I can make an LED glow wirelessly!

xbee_glow
Originally uploaded by 0x000000


okay, here's what it involves: 2 XBee radios, 2 microcontrollers (I used arduino minis), 2 power sources, 2 variable resistors, and a couple LEDS to control (i'll call these analogue LEDs from here on out). I tried to keep my wires on my board tidy, as wires generate their own radio waves which can create interference with the radio signals your xbees are trying to send out. I didn't do the absolute best job with the tx/rx wires, but it didn't seem to cause any transmission problems, so I let it slide.

Basically, this exercise controls the brightness of an LED on one board (the analogue LED), from another board, via values generated from a potentiometer and sent out wirelessly through an xbee radio. So we go pot 1 --> microcontroller1 --> xbee 1 --> xbee2 --> microcontroller 2 --> analogue LED 2. And this of course, works going the other way as well. Each board can control the brightness of the other's analogue LEDs.

One little pitfall that derailed me for a moment, was having the analogue LED on an analog i/o pin vs a digital i/o PWM pin. While it was tied to an analog i/o pin, i wasn't able to turn it on at all. Make sure the analogue LED is on a digital i/o PWM pin, which you then analogWrite to in order to get it to glow.

Monday, April 23, 2007

Actions, Events, and Filtering

I wrote a program in processing that reacts to how vigorously you shake an accelerometer.
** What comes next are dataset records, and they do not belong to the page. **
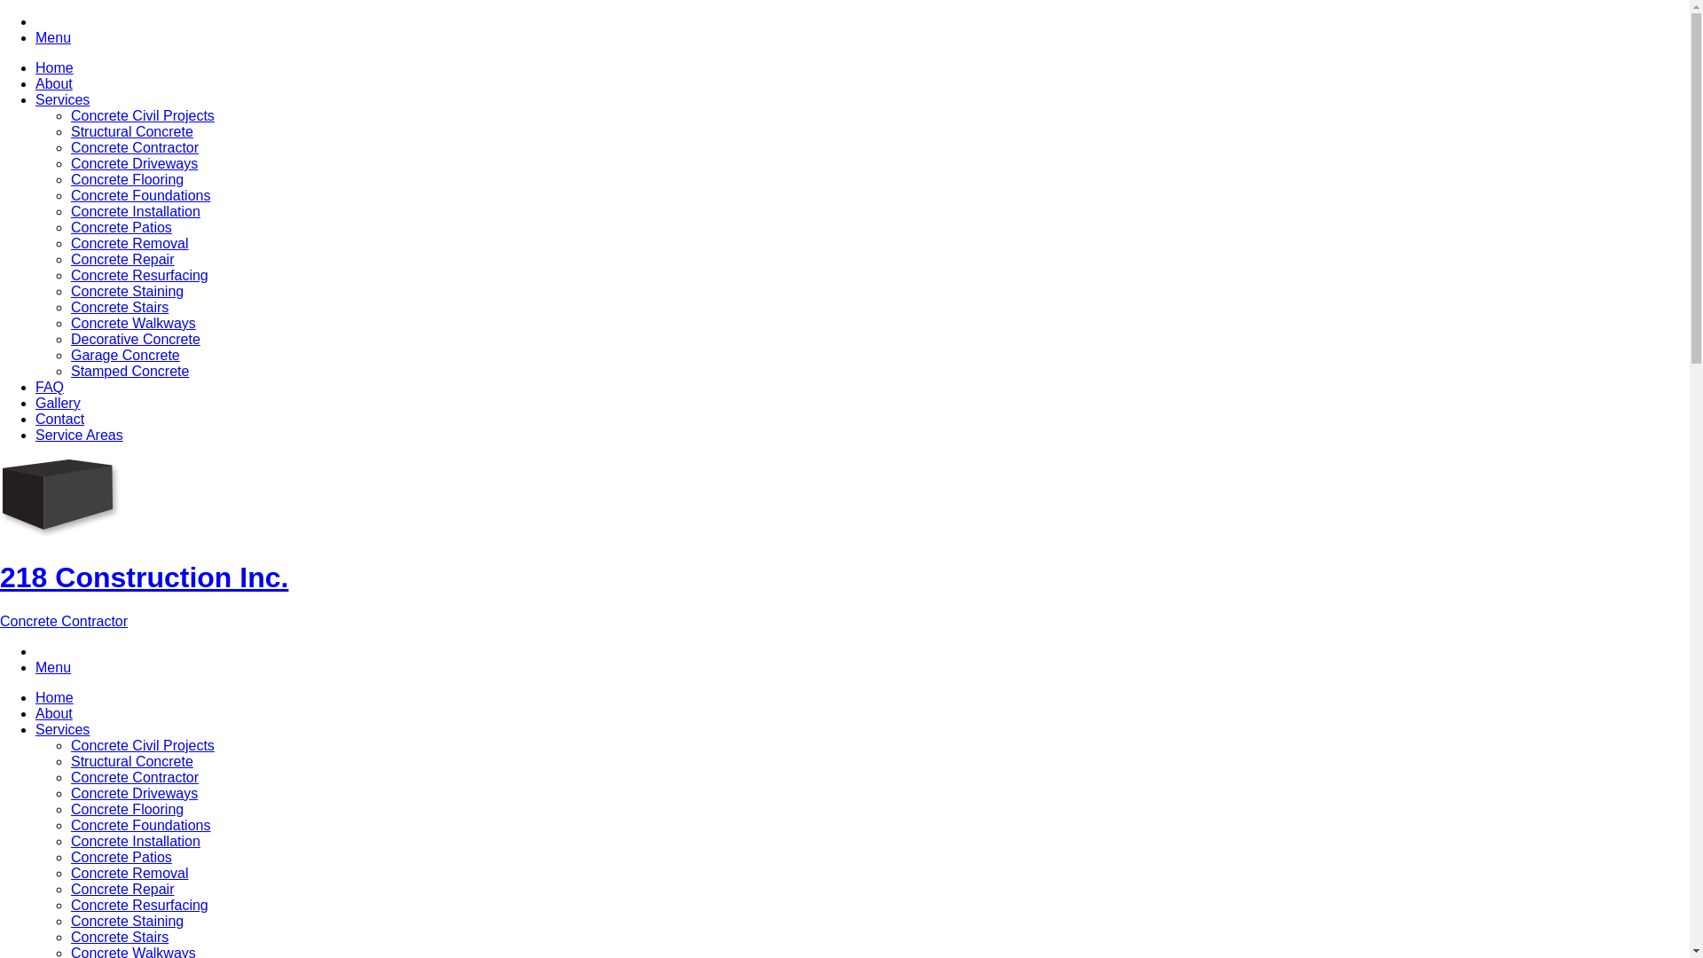  Describe the element at coordinates (122, 857) in the screenshot. I see `Concrete Patios` at that location.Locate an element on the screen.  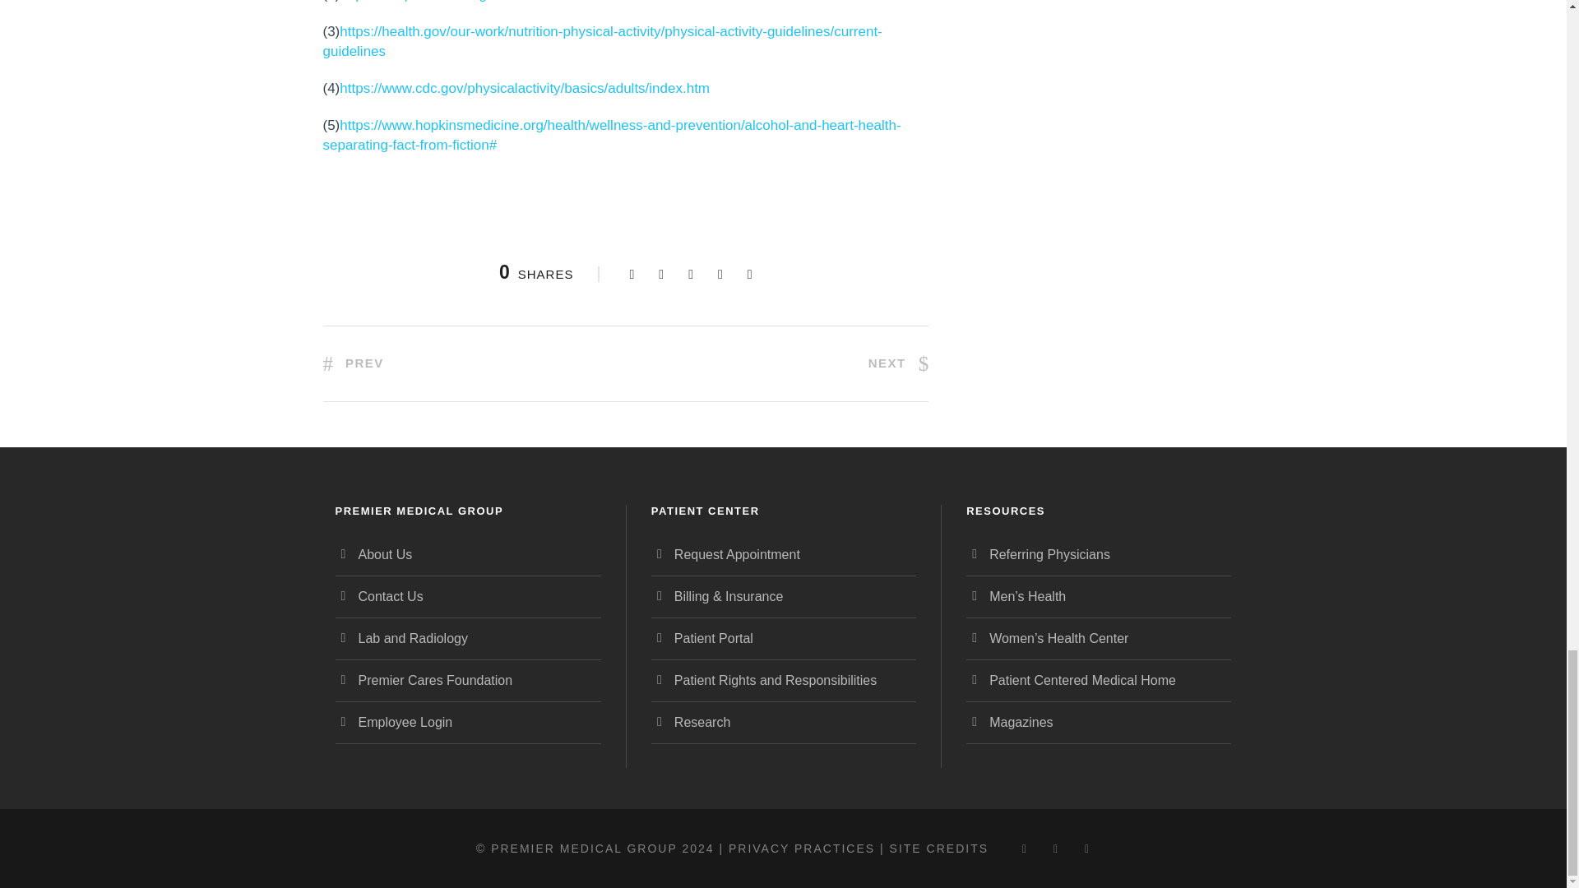
Research is located at coordinates (701, 722). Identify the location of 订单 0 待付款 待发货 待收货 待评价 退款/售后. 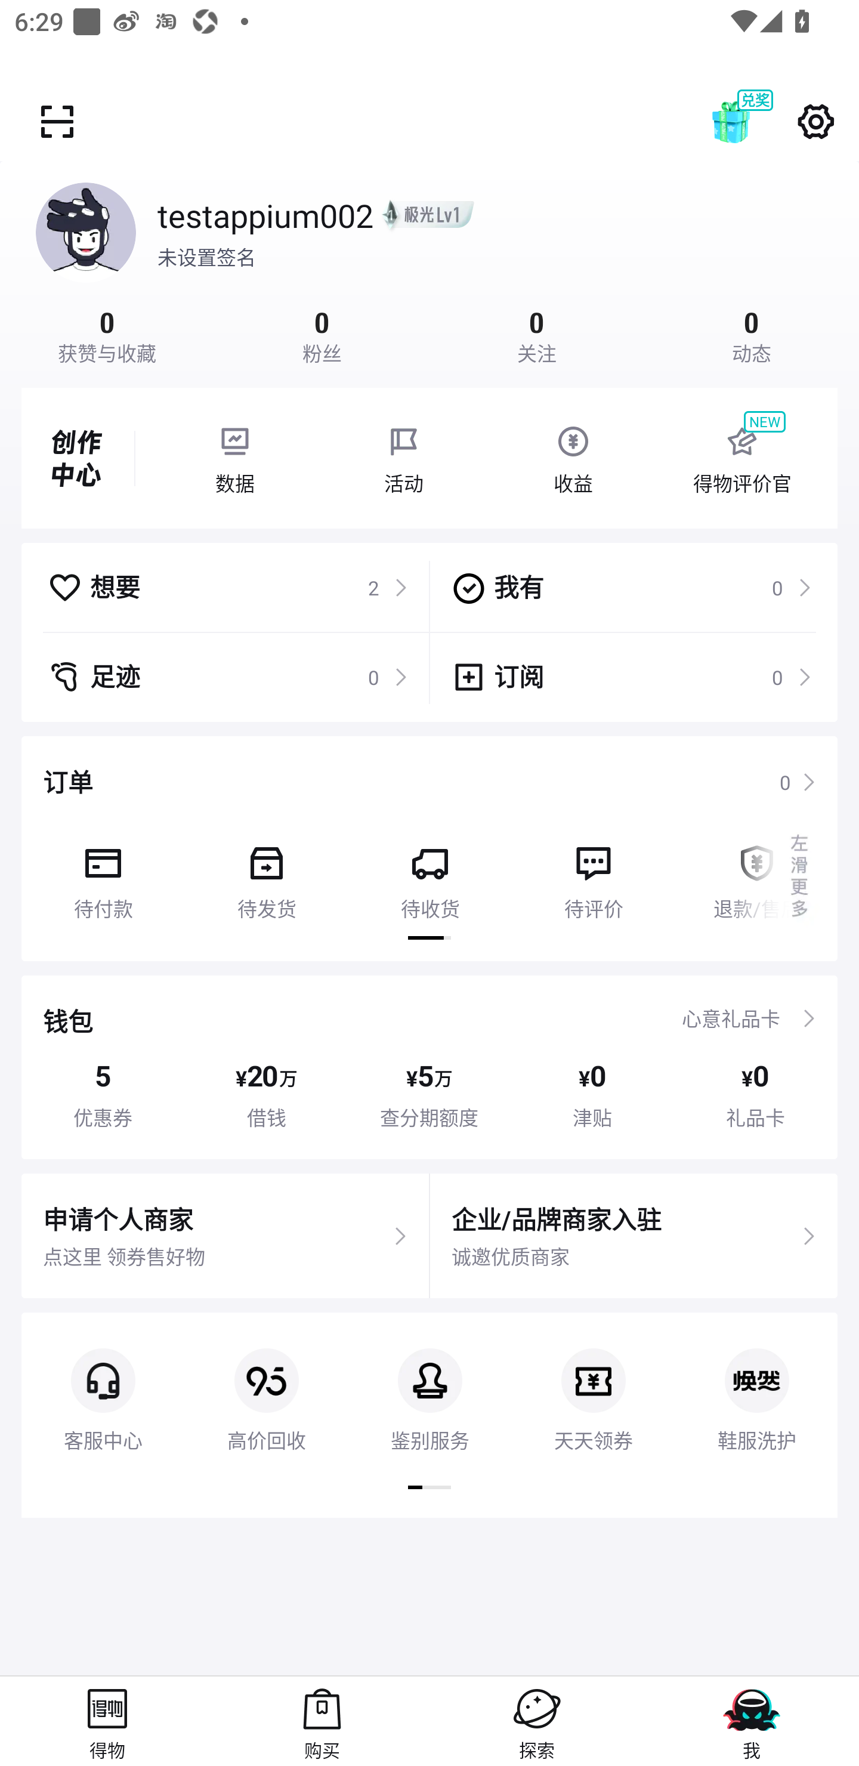
(429, 849).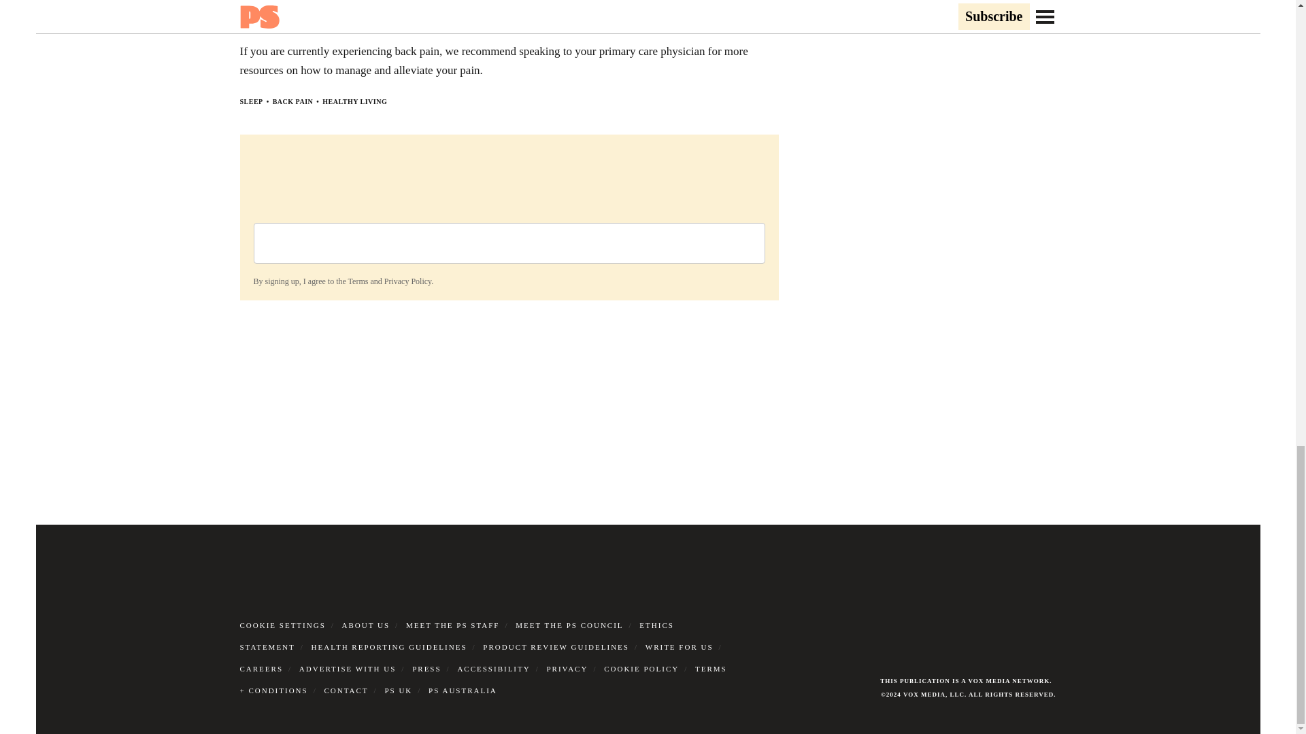 This screenshot has width=1306, height=734. I want to click on ETHICS STATEMENT, so click(456, 637).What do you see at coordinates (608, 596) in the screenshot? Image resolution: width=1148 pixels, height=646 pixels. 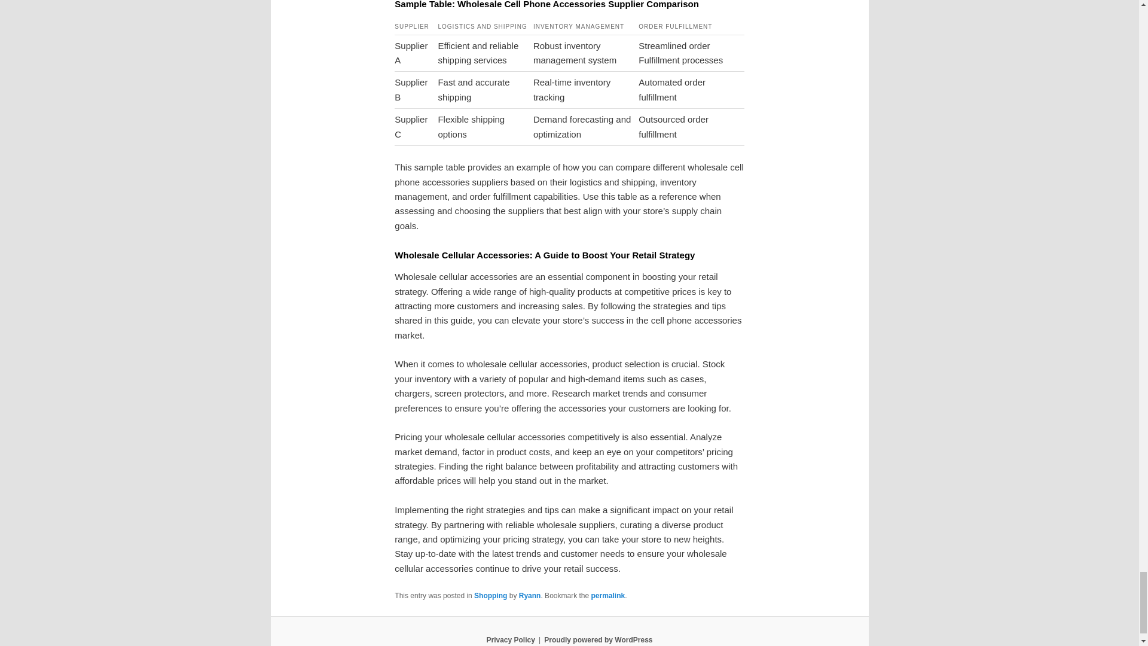 I see `permalink` at bounding box center [608, 596].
The arduino communicates the sensor's readings through a serial connection to processing. I used a smoothing function, in my arduino code, to get clean values from the accelerometer, which tends to give very eradict readings otherwise.


calm
Originally uploaded by 0x000000.
When you first open up the processing app, it is a calm, blue day.



planting
Originally uploaded by 0x000000.
If you make it so that the sensor's readings match up on the x- and y-axis, you plant flowers on the screen.



blowing
Originally uploaded by 0x000000.
Slightly shaking it causes the blooms to blow...



storm
Originally uploaded by 0x000000.
Quickly shaking it causes a rain storm (and all the flowers blow away)


Leaving the sensor alone for 10 seconds let's the storm go away, returning you to a clear day.

Download Processing and Arduino code

Thursday, April 05, 2007

Wearables + Networked Objects final

I'm documenting my project for wearables + netobjs here:

Joan Dress

It's code named Joan for now, for Joan of Arc, who had divine visions from above (i.e., the 'net, naturally!)

Basically, it's a dress augmented with conductive threads and thermochromic inks. The threads cause the inks to change color via resistance heating, and in response to network activity.

Saturday, February 10, 2007

Sensors and Time


sensorGraph
Originally uploaded by 0x000000.
I built a little visualisation tool, using processing, for graphing sensor activity. In this case, I was specifically looking at a photocell. The nature of the data being sensed, in this case, light, informed the way I chose to display the data.

There are three parameters being graphed here: raw data, averaged readings, and the standard deviation between readings.

The circuit is really simple. It's just a photocell hooked up to an arduino board analog in pin. My arduino board communicates serially to my processing app, which then displays the data accordingly.